Anansi is the unloved child of a
drug-dealing mother and an absent father. Her lameness is the result
of a deliberately -inflicted injury compounded by neglect. She has
been sent to Blythney by a Country Holidays Organisation in order to
benefit from the fresh air and organised activity. There's an
'anyone-for-tennis' moment early on when even her relentlessly jolly
hostess realises the complete impossibility of Anansi joining in. The
novel constantly questions the wisdom, the efficacy – even the
kindness – of such summer holiday up-rootings of inner city
children while simultaneously allowing full recognition of the
genuinely good heart and decency of the Blythney hostess who is
struggling to help. It would have been so easy for Regatta to
be angry caricature all round.
Casual unkindness provokes
Anansi into announcing who she has seen doing what to whom, up
against the wall in the damp Martello tower. She consciously intends
it as a bomb but has not realised “how long, how slow, how messy
and unsatisfying a carnage she had wrought.” Regatta is a
novel for adults which is about children – rather than a book for
children themselves and the adult mix of shock and comedy is finely
observed as the high tide squashes everyone together on the picnic
beach as they fail to escape what has been said. The emotional
sympathy flows towards the adulterer's two unattractive
teenage sons. One blushes dull red and turns away: the other is pale
and pinched, staring into space.
No-one is without
fault and for most there is a measure of redemption and relief.

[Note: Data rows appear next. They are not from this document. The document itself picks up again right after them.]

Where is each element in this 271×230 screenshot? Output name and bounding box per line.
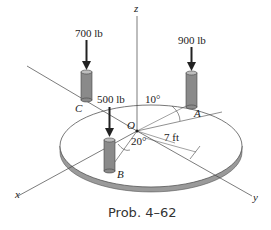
post-a xyxy=(186,71,197,109)
origin-point xyxy=(136,130,139,133)
circular-plate xyxy=(60,105,242,192)
origin-label: O xyxy=(127,119,135,131)
arrow-700 xyxy=(82,40,91,70)
post-c xyxy=(81,70,92,102)
force-a-label: 900 lb xyxy=(178,34,206,46)
angle-20-label: 20° xyxy=(131,135,146,147)
point-c-label: C xyxy=(75,102,83,114)
angle-10-label: 10° xyxy=(145,93,160,105)
y-axis-label: y xyxy=(252,191,258,203)
radius-label: 7 ft xyxy=(164,131,179,143)
x-axis-label: x xyxy=(14,188,20,200)
caption: Prob. 4–62 xyxy=(108,205,176,220)
point-a-label: A xyxy=(193,107,201,119)
post-b xyxy=(104,138,115,173)
z-axis-label: z xyxy=(133,2,139,14)
force-diagram: 700 lb 500 lb 900 lb z x y C B A O 10° 2… xyxy=(0,0,271,230)
force-c-label: 700 lb xyxy=(75,27,103,39)
force-b-label: 500 lb xyxy=(97,93,125,105)
point-b-label: B xyxy=(117,168,124,180)
arrow-900 xyxy=(187,47,196,71)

Choices and relationships are central – as they would be in any
novel but the element that made Regatta
outstanding for me – even among such an abundance of reading
pleasure – was the portrayal of the river. It's a major catalyst
for personality development change as young Anansi learns to sail and
individual Blythney children make crucial decisions whether to treat
it with respect. They've been protected by safety boats, allowed to
treat it as a playground and some have come close to forgetting that
it remains an alien element. Human error and the harsh environment
precipitate a tense and terrifying crisis with no more props needed
than some soft mud, a grounded dinghy and a few strategic planks.
Harry, the old man
who has been the first to notice the potential of Anansi, views the
river differently. He is knowledgeable, experienced and expert but he
is also alive to its beauty and spirituality. “On a morning
like this, no problem was insoluble, no grief inconsolable. His eyes
misted a little: beyond this view, this dawn and this river, there
hung some intangible, enormous truth and illimitable goodness.”
My eyes misted a bit at this point. I wouldn't really claim that I am reviewing Regatta. It's not a new book (though it is available on Kindle) and my copy has the melancholy rubber stamp WITHDRAWN FROM SWINDON PUBLIC LIBRARIES – I am simply using this space to say that all the books I've read this month are good, but this, for me, is special.
Regatta is available as a Kindle ebook
My eyes misted a bit at this point. I wouldn't really claim that I am reviewing Regatta. It's not a new book (though it is available on Kindle) and my copy has the melancholy rubber stamp WITHDRAWN FROM SWINDON PUBLIC LIBRARIES – I am simply using this space to say that all the books I've read this month are good, but this, for me, is special.